The Twenty Minute VCMike Hudack: How Facebook, Monzo and Deliveroo Build Great Products | E1201
At a glance
WHAT IT’S REALLY ABOUT
Mike Hudack Reveals How Top Tech Companies Consistently Ship Great Products
- Mike Hudack, former Facebook ads leader and CPO at Deliveroo and Monzo, explains his core philosophy that great products minimize user effort while maximizing real-world outcomes.
- He contrasts product building across very different environments—social networks, real‑time logistics, regulated banking—and shows how context shapes team structure, pace, and decision‑making.
- Hudack argues that product is “more art than science” but must be managed rigorously through data, clear outcome‑based goals, and brutally honest prioritization.
- He also shares lessons on competition, morale, regulation, global expansion, and balancing intense founder work with family life while building his new company, Sling.
IDEAS WORTH REMEMBERING
5 ideasOrganize small, outcome-focused product teams with PMs as optional.
Hudack recommends 6–8 person teams where most are engineers, plus a data scientist and designer, all aligned around clear outcome metrics (e.g., user satisfaction or customer sales), not just ship dates; a PM can be helpful but is not strictly necessary if the team is empowered and goal-driven.
Relentlessly simplify products around the user’s true goal, not features.
He stresses that users care about outcomes (e.g., selling more products, getting food reliably, managing money) rather than configuration options; the art of product is removing unnecessary work and choices while preserving enough control for users to feel agency.
Product is “more art than science” but must be governed by data.
Great ideas often start from intuition with little supporting data (e.g., Snapchat filters), yet Hudack insists you must still define success metrics, run controlled experiments, and let real behavior—not opinions—validate or correct your intuition over time.

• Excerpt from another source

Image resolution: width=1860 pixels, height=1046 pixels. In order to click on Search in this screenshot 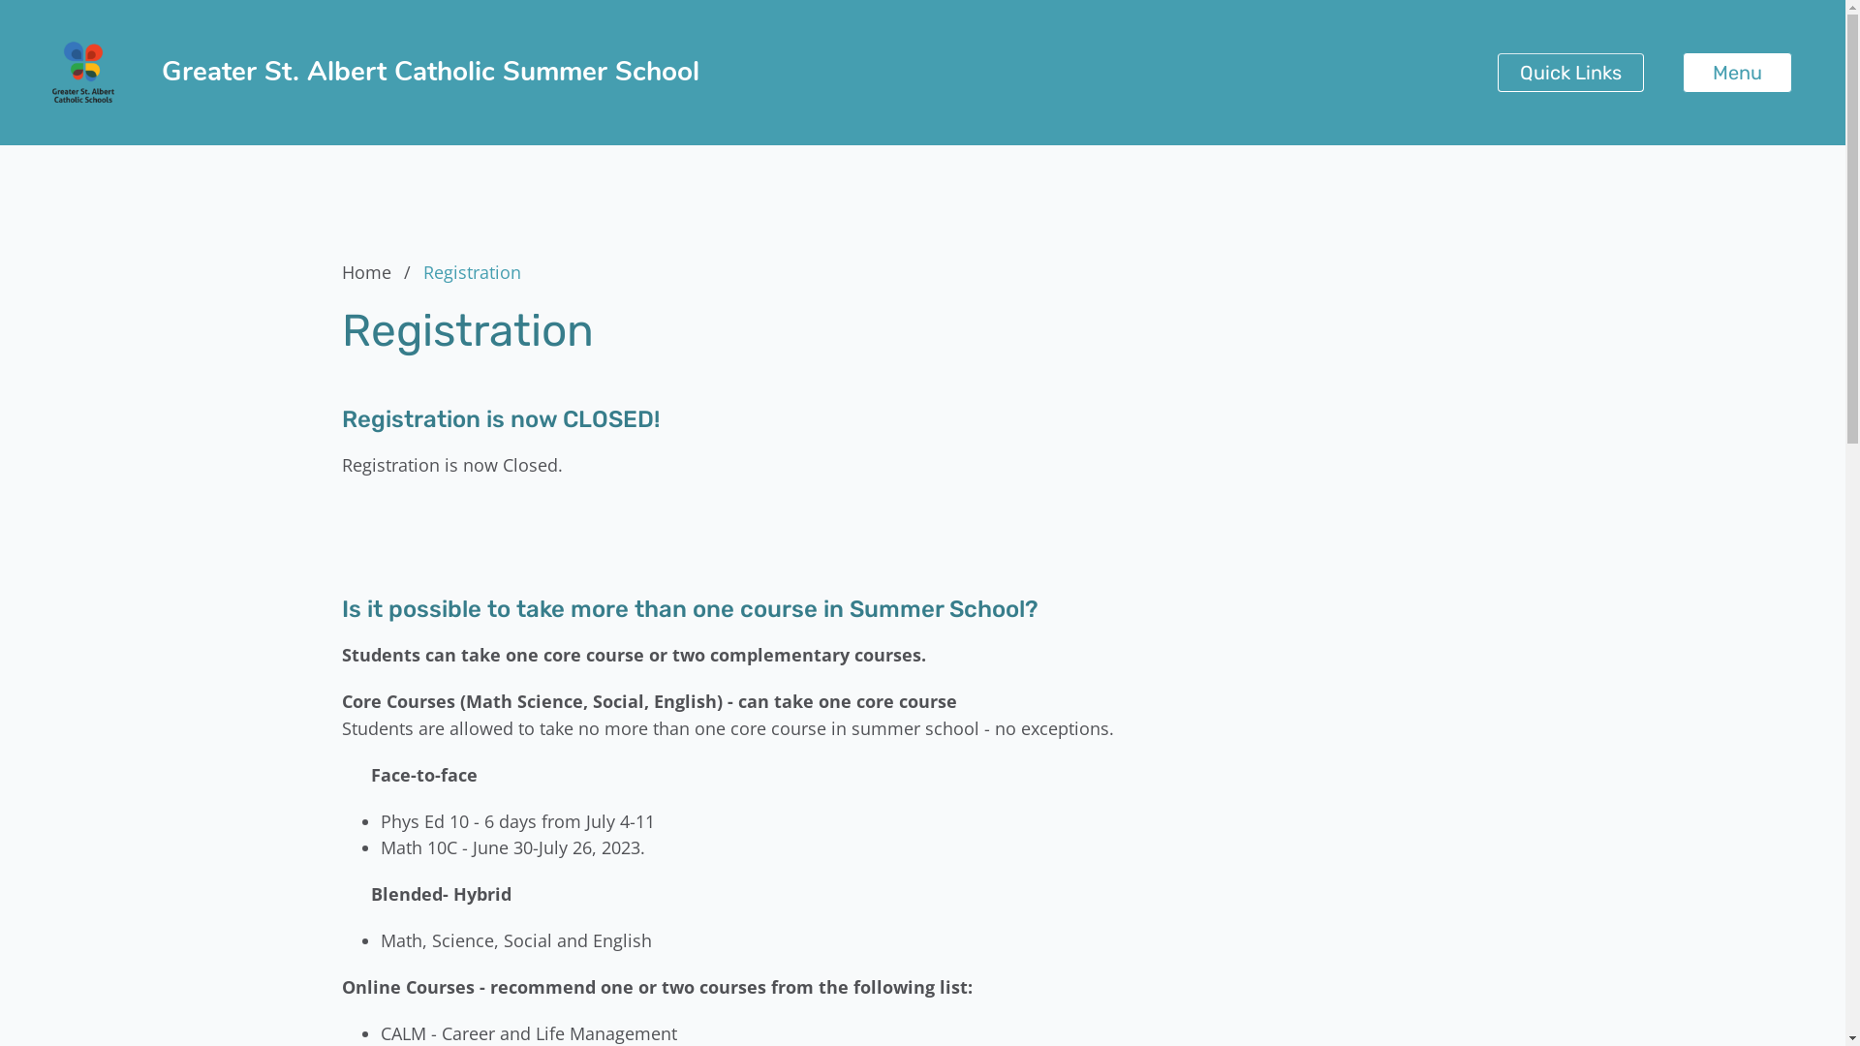, I will do `click(58, 25)`.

Avoid “nice‑to‑have” features unless they clearly justify their full cost.
Reflecting on Facebook’s Audience Insights, he notes that seemingly cool additions carry hidden build, maintenance, explanation, and opportunity costs, and usually deliver less value than expected; teams should instead prioritize work that creates meaningful, measurable user and business impact.
Use early, visible wins to reset morale and raise the quality bar.
At Facebook’s ads org and later at Deliveroo, Hudack intentionally chose neglected but high‑leverage projects (like Page Insights or lateness modeling) to quickly ship something clearly better, proving to the organization that it could deliver quality at speed and establishing a new standard.
WORDS WORTH SAVING
5 quotesThe real art of product is understanding what people want to achieve and helping them achieve that with the minimal amount of work.
— Mike Hudack
I really believe that product is more art than science but has to be managed through data.
— Mike Hudack
Every product team should be between six to eight people… and then I think a PM is optional.
— Mike Hudack
Everything which is nice to have has a higher cost than you anticipate and a lower value returned.
— Mike Hudack
You have to have deep, deep respect for the people that you compete against… that’s the first law of competing with anyone.
— Mike Hudack
High quality AI-generated summary created from speaker-labeled transcript.
Get more out of YouTube videos.
High quality summaries for YouTube videos. Accurate transcripts to search & find moments. Powered by ChatGPT & Claude AI.